US President Donald Trump speaks in the Oval Office as he signs an executive order, at the White House in Washington, DC, US, December 18, 2025. — Reuters
US President Donald Trump speaks in the Oval Office as he signs an executive order, at the White House in Washington, DC, US, December 18, 2025. — Reuters 
  • Cost-of-living concerns rise as gasoline prices surge after war with Iran.
  • Rep support for Trump remains high, but many disapprove of his response.
  • Independent voters lean Democratic for midterms, with many still undecided.

President Donald Trump’s approval rating sank to the lowest level of his current term, as Americans increasingly soured on his handling of the cost of living and an unpopular war with Iran, according to a new Reuters/Ipsos poll.

The four-day poll, completed on Monday, showed 34% of Americans approve of Trump’s performance in the White House, down from 36% in a prior Reuters/Ipsos survey conducted from April 15 to 20.

The majority of responses were gathered before the Saturday night shooting at the White House Correspondents’ Association dinner, where Trump was due to speak. It remains to be seen if the incident, in which a gunman was stopped before he could enter a hall where Trump was dining, might affect people’s views of the US leader.

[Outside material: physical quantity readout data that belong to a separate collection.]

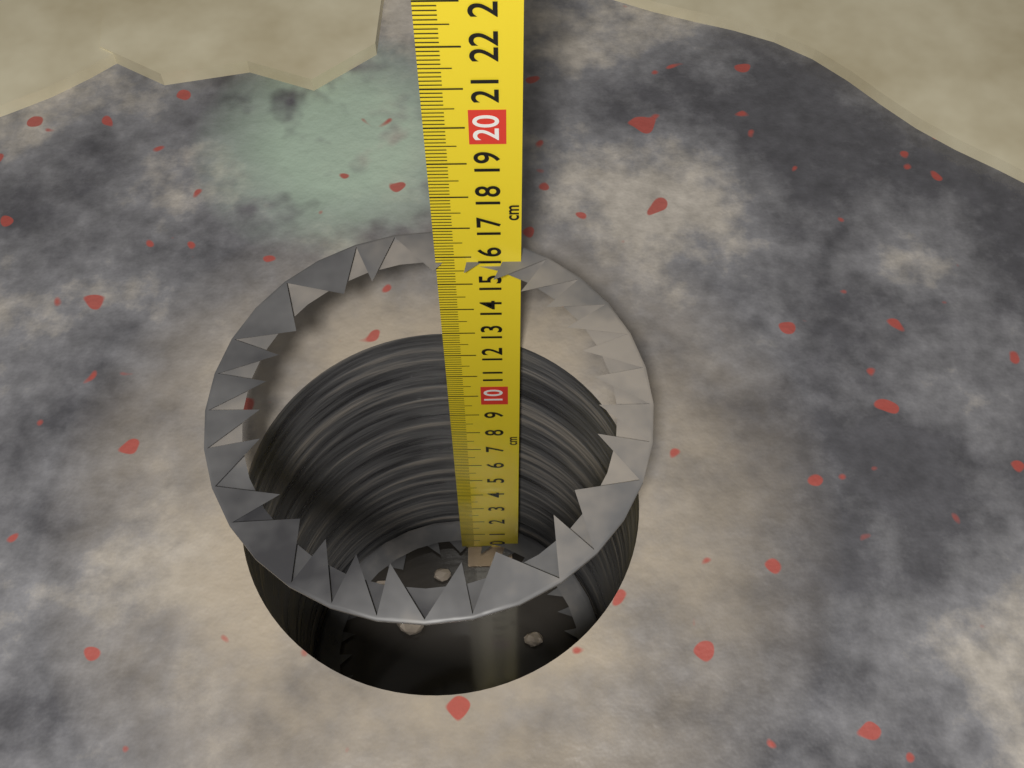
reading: 15.8 cm
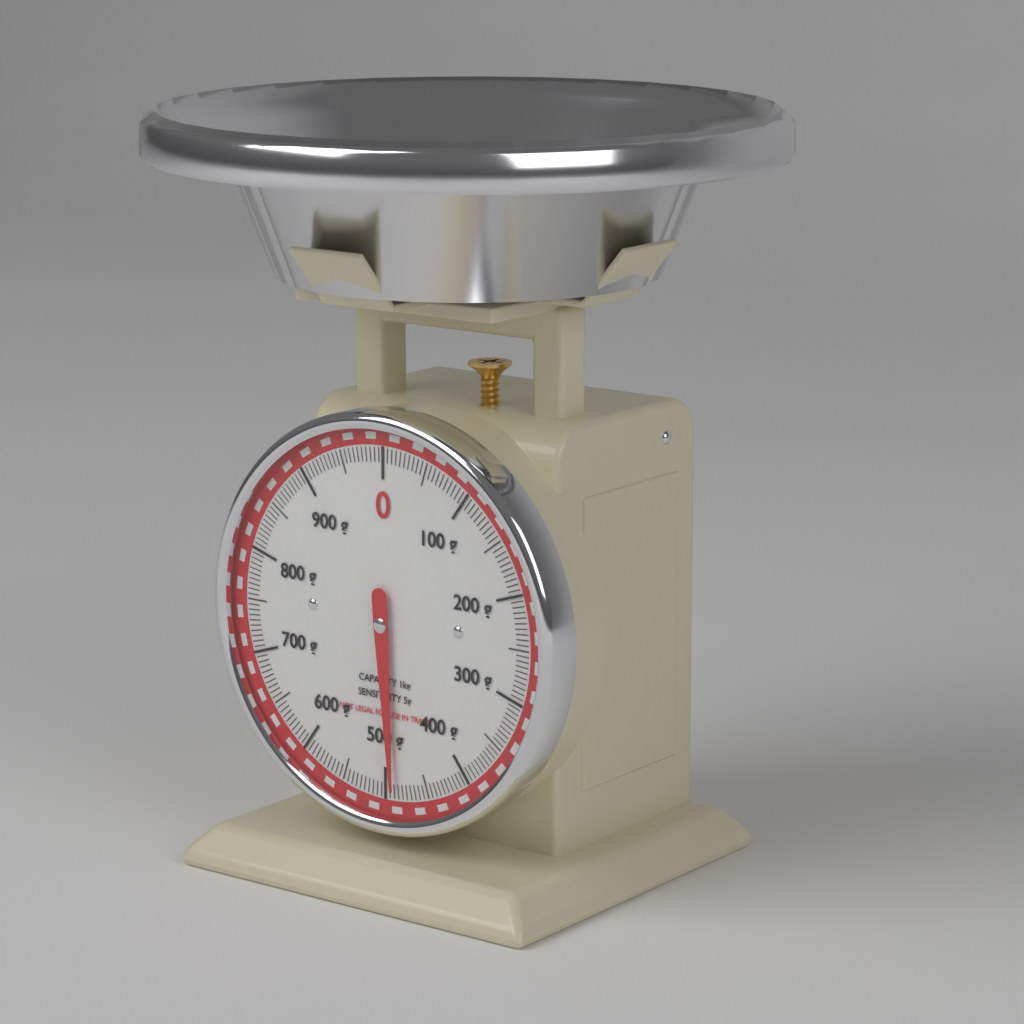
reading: 490 g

Federal prosecutors have charged the accused shooter with attempting to assassinate the president.

Trump’s standing with the US public has trended lower since taking office in January 2025, when 47% of Americans gave him a thumbs-up.

His popularity has taken a beating since the US and Israel launched a war against Iran on February 28, which has led to a surge in gasoline prices. Only 22% of poll respondents approved of Trump’s performance on the cost of living, down from 25% in the prior Reuters/Ipsos poll.

Surging gas prices weigh on voters

US gasoline prices have surged more than 40% to roughly $4.18 a gallon since the US and Israel launched surprise attacks on Iran on February 28, triggering a response that shut down a fifth of the global oil trade.

The price hikes are weighing heavily on American households and fueling concern among Trump’s Republicans that they could lose control of the US Congress in the November midterm elections.

While a solid majority of Republicans – 78% – still say they back Trump, 41% of the party say they disapprove of his handling of the cost of living, the Reuters/Ipsos poll found.

Independent registered voters, a group that could be decisive in the midterms, favoured Democrats by 14 points, 34% to 20%, when asked who would get their vote in congressional elections. One in four said they were still undecided.

Trump won the 2024 presidential election on promises to bring down prices after several years of high inflation vexed his predecessor, Democrat Joe Biden. Now Trump’s approval rating on the economy – at 27% – is well below any reading he had during his 2017-2021 administration, and also lower than Biden’s weakest economy rating.

While the US conflict with Iran has cooled since the two sides agreed to a ceasefire earlier this month, Iran’s threats are preventing most oil shipments from leaving the Persian Gulf, fueling further increases in US and global energy prices as oil reserves decline.

Just 34% of Americans approve of the US conflict with Iran, down from 36% in mid-April and 38% in mid-March, the Reuters/Ipsos poll found.

During Trump’s first administration, his popularity hovered around 40% for long stretches. The latest reading remains a touch above the low point of his first term, which was 33%.

The latest Reuters/Ipsos poll, conducted nationwide and online, gathered responses from 1,269 US adults, including 1,014 registered voters, with a margin of error of 3 percentage points.